## Task instructions
The whole listing below, with no pictures, is to be repeated as it stands.

━━━ Information supplied

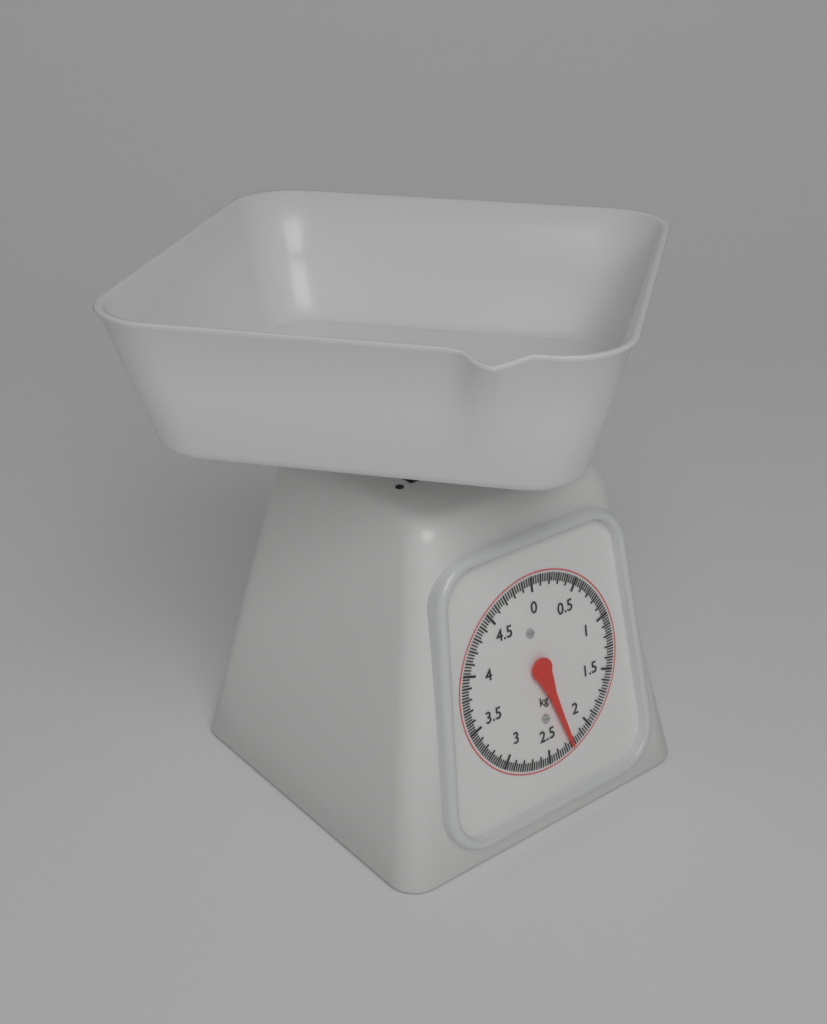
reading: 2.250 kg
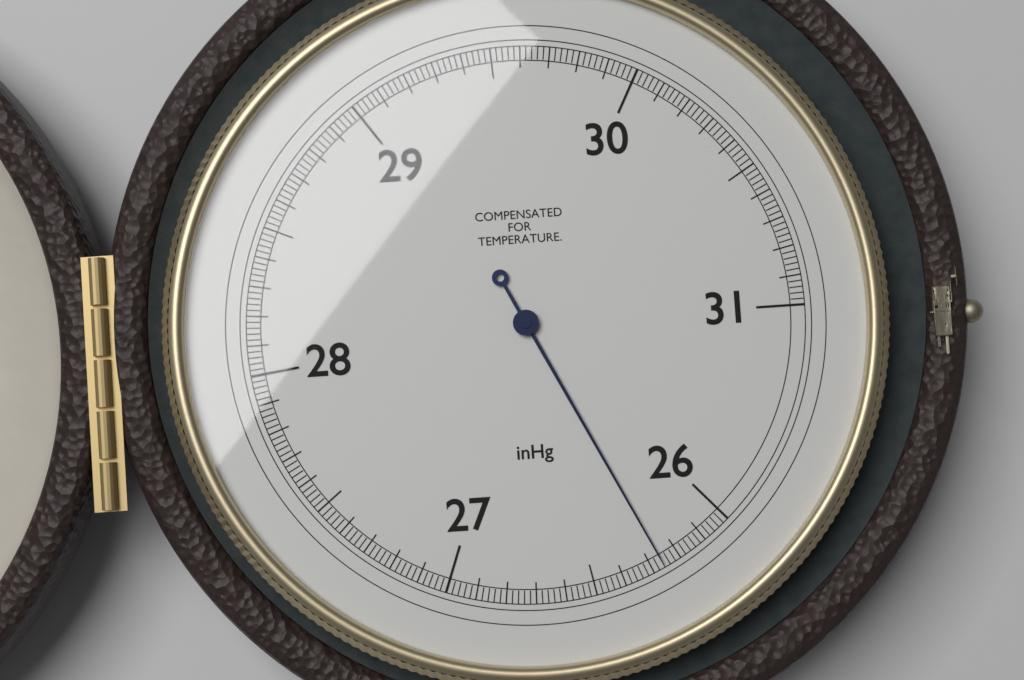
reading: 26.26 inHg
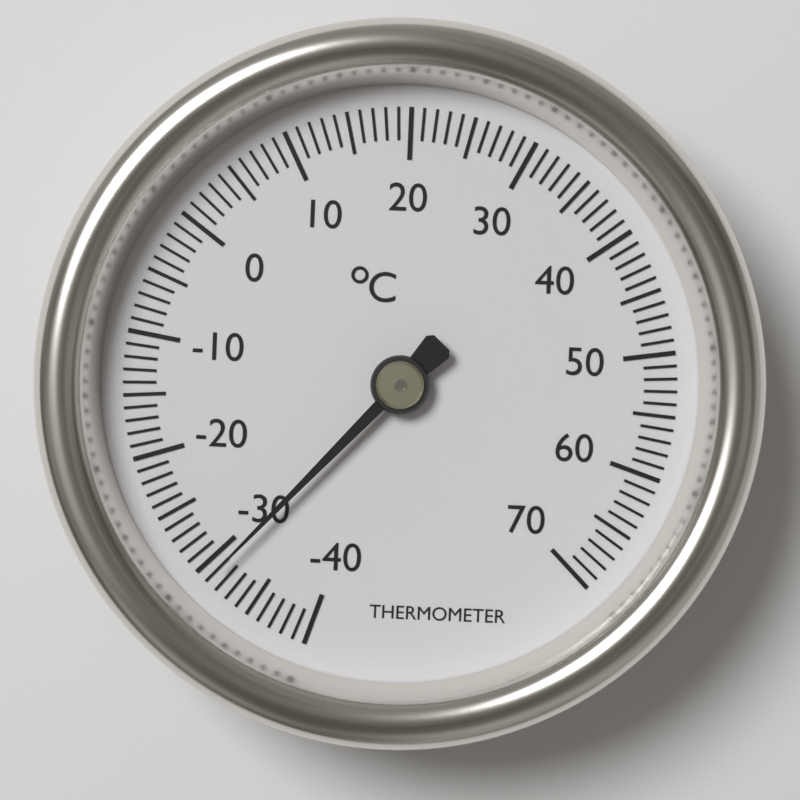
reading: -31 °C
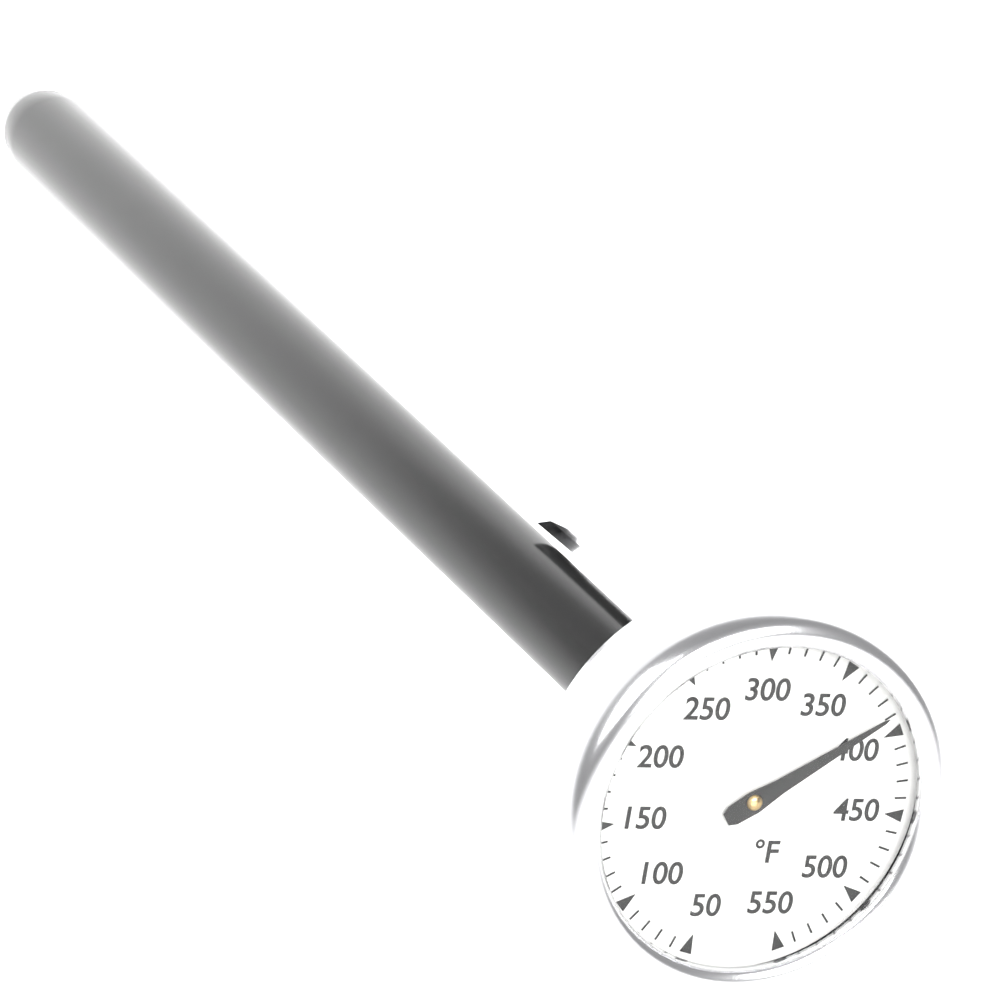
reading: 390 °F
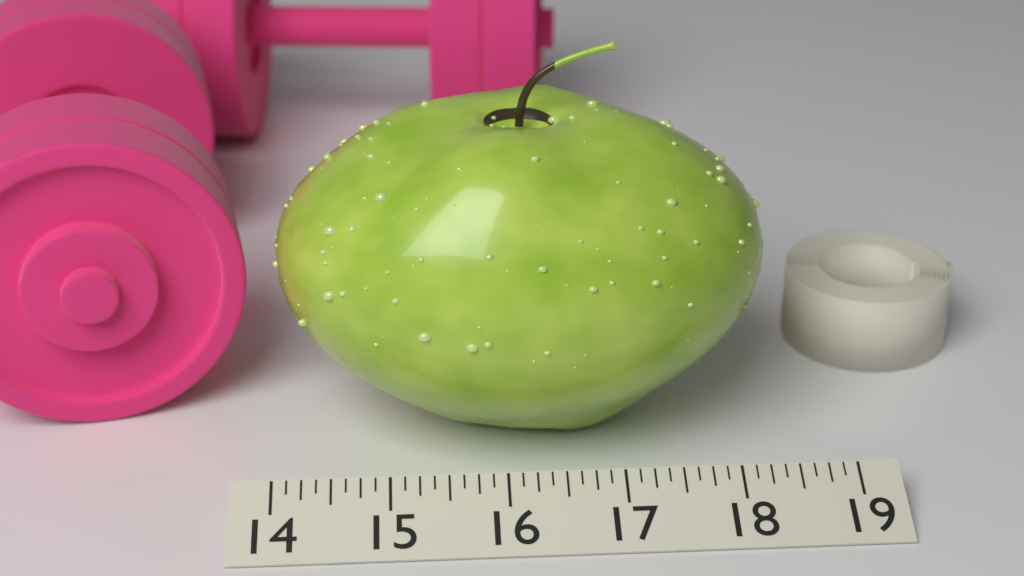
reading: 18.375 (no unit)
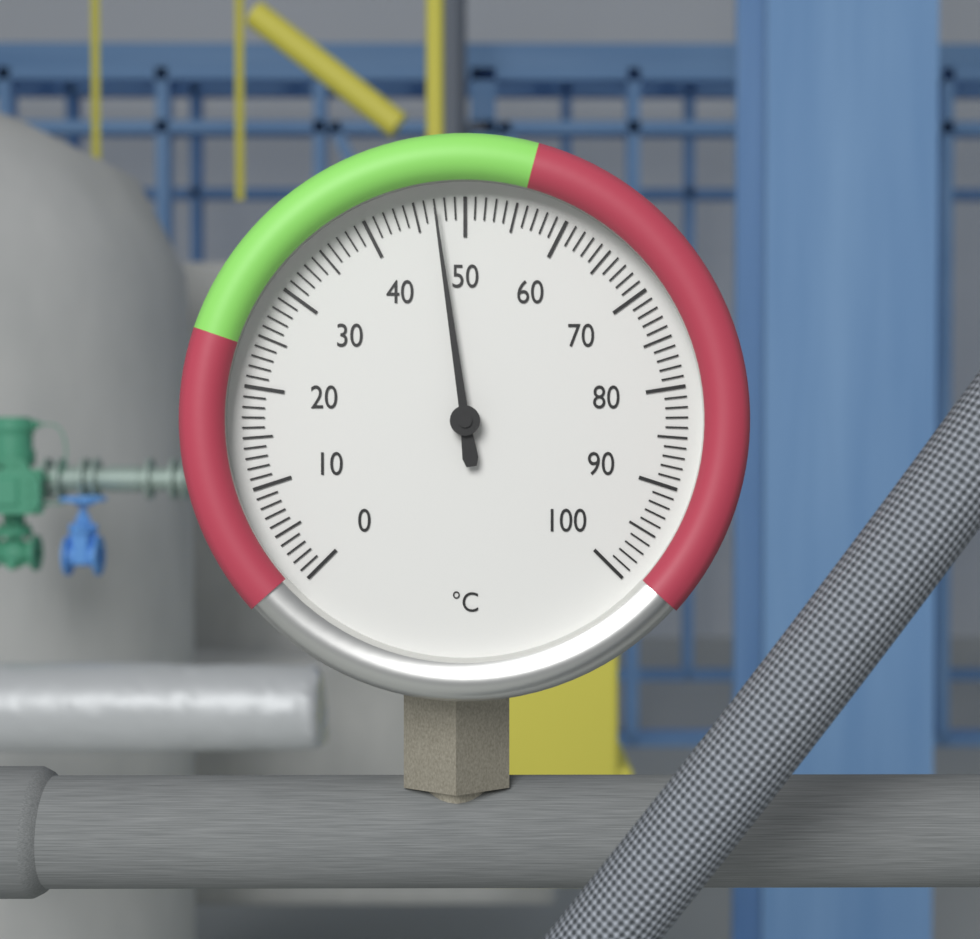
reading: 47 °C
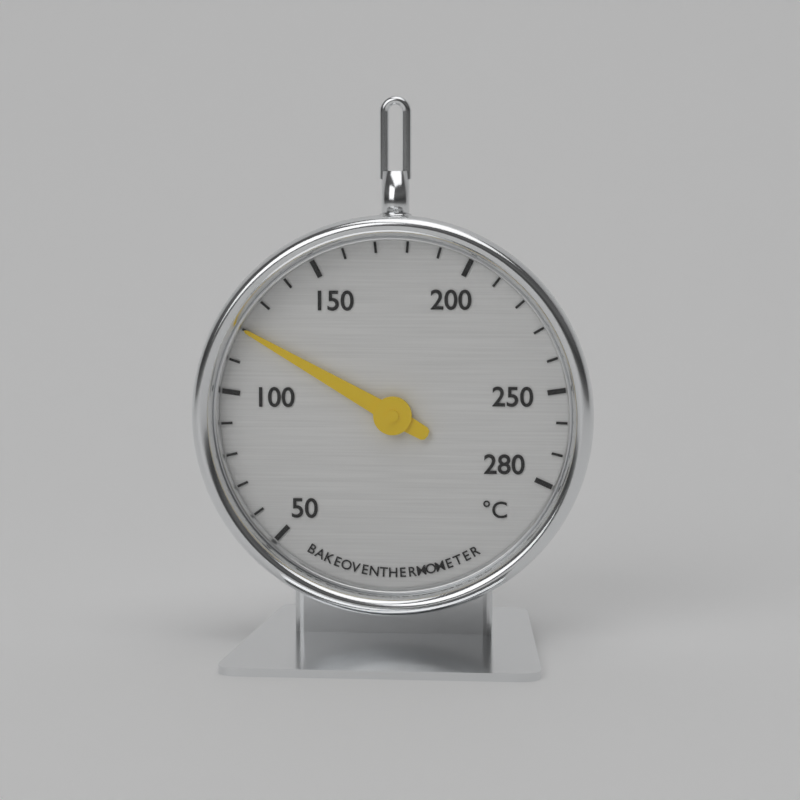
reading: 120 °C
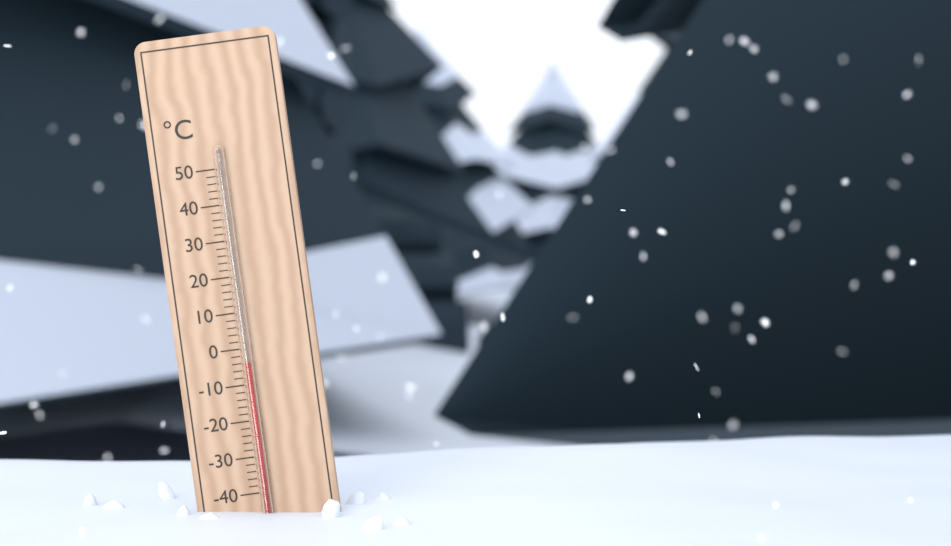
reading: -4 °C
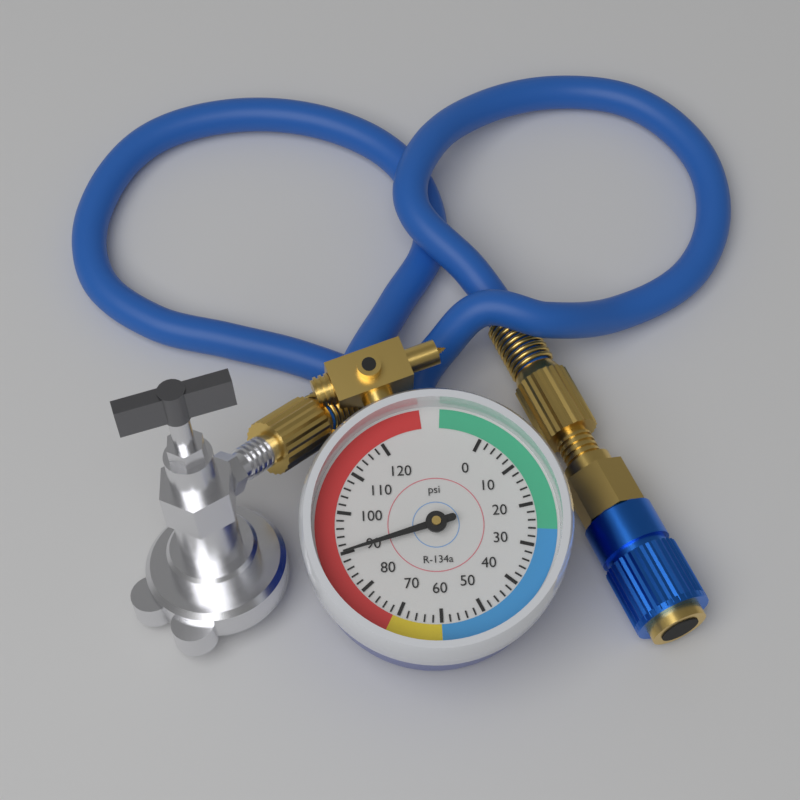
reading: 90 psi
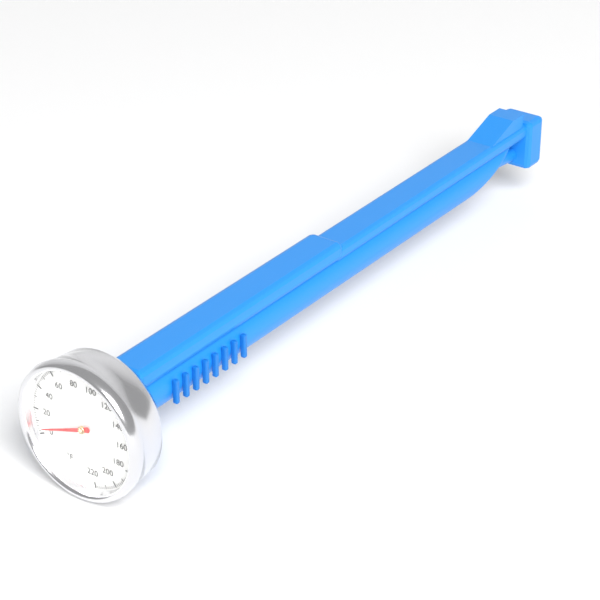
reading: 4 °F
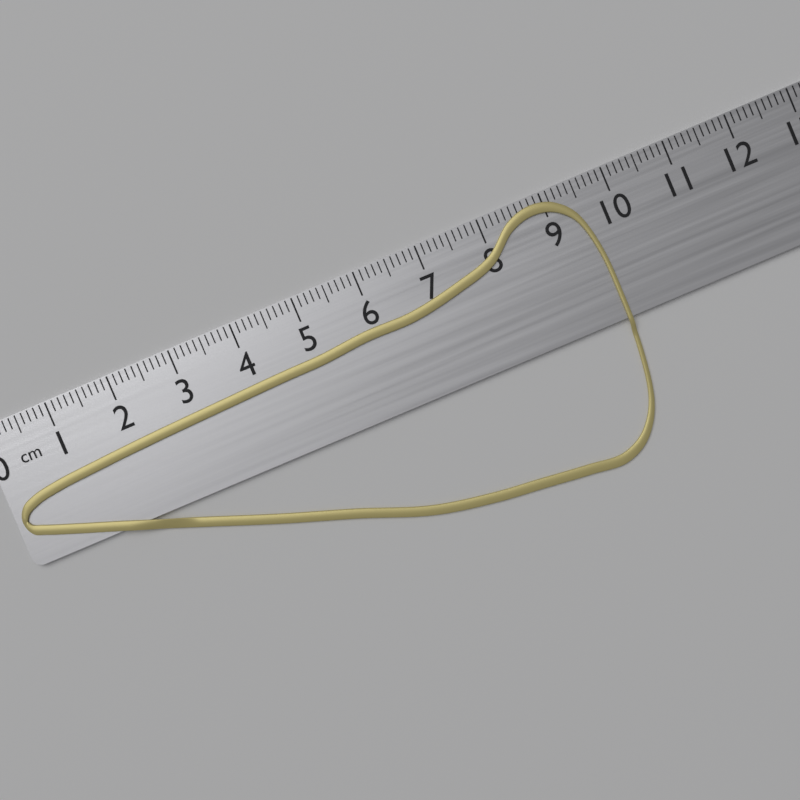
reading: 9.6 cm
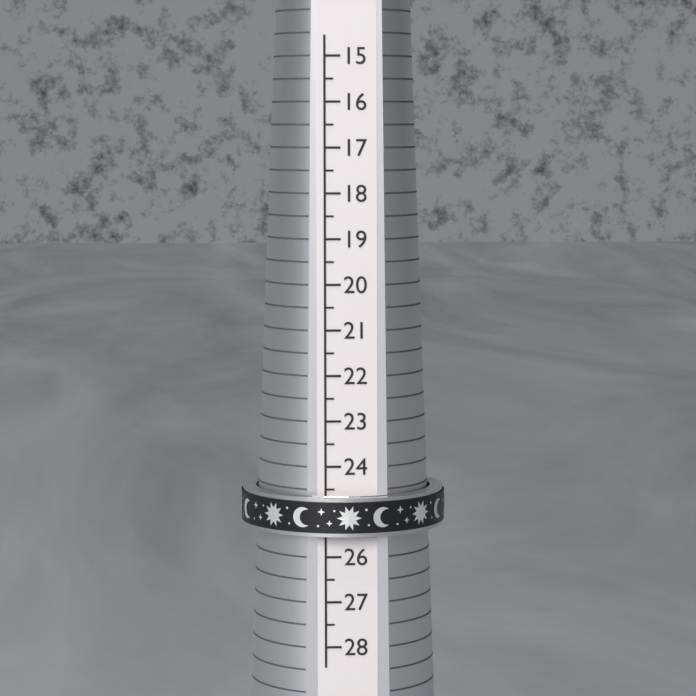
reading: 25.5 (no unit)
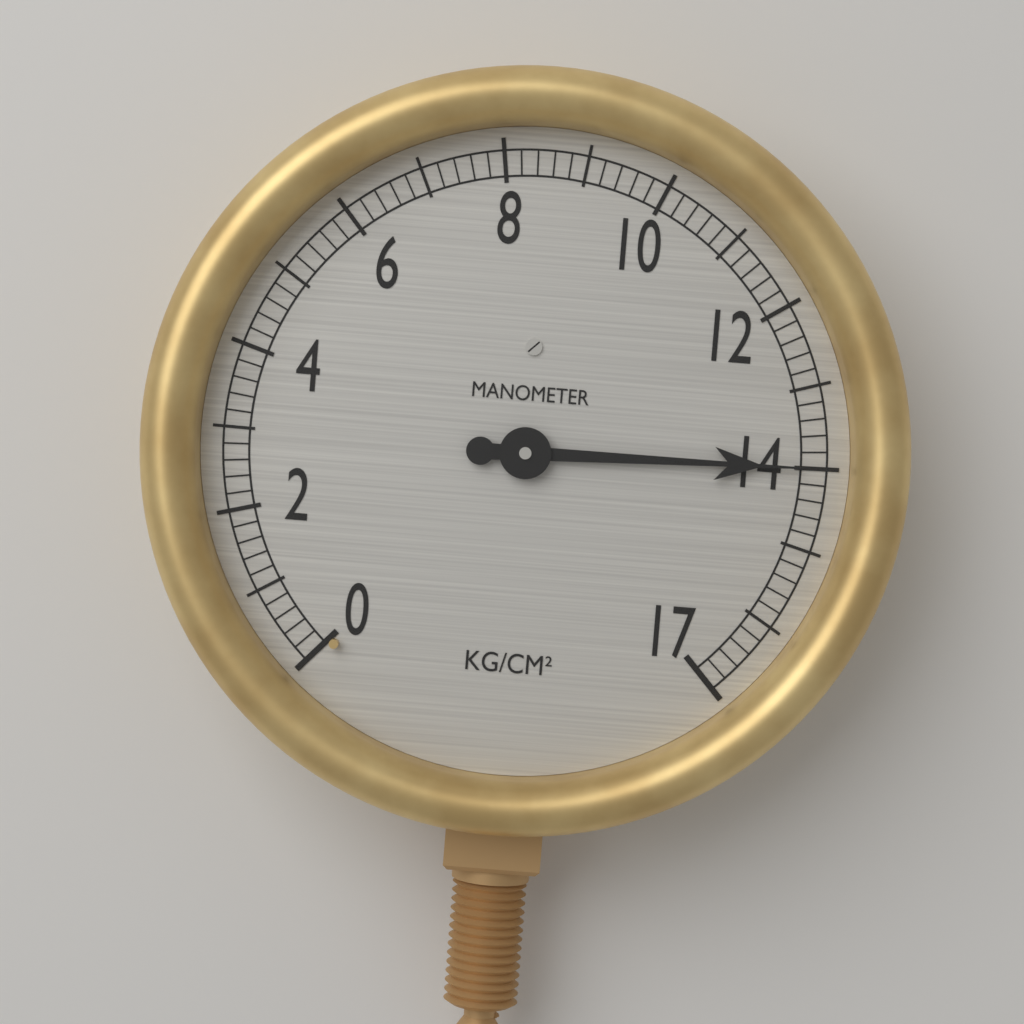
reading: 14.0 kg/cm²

━━━━━━

## Result of the exercise
reading: 2.250 kg
reading: 26.26 inHg
reading: -31 °C
reading: 390 °F
reading: 18.375 (no unit)
reading: 47 °C
reading: 120 °C
reading: -4 °C
reading: 90 psi
reading: 4 °F
reading: 9.6 cm
reading: 25.5 (no unit)
reading: 14.0 kg/cm²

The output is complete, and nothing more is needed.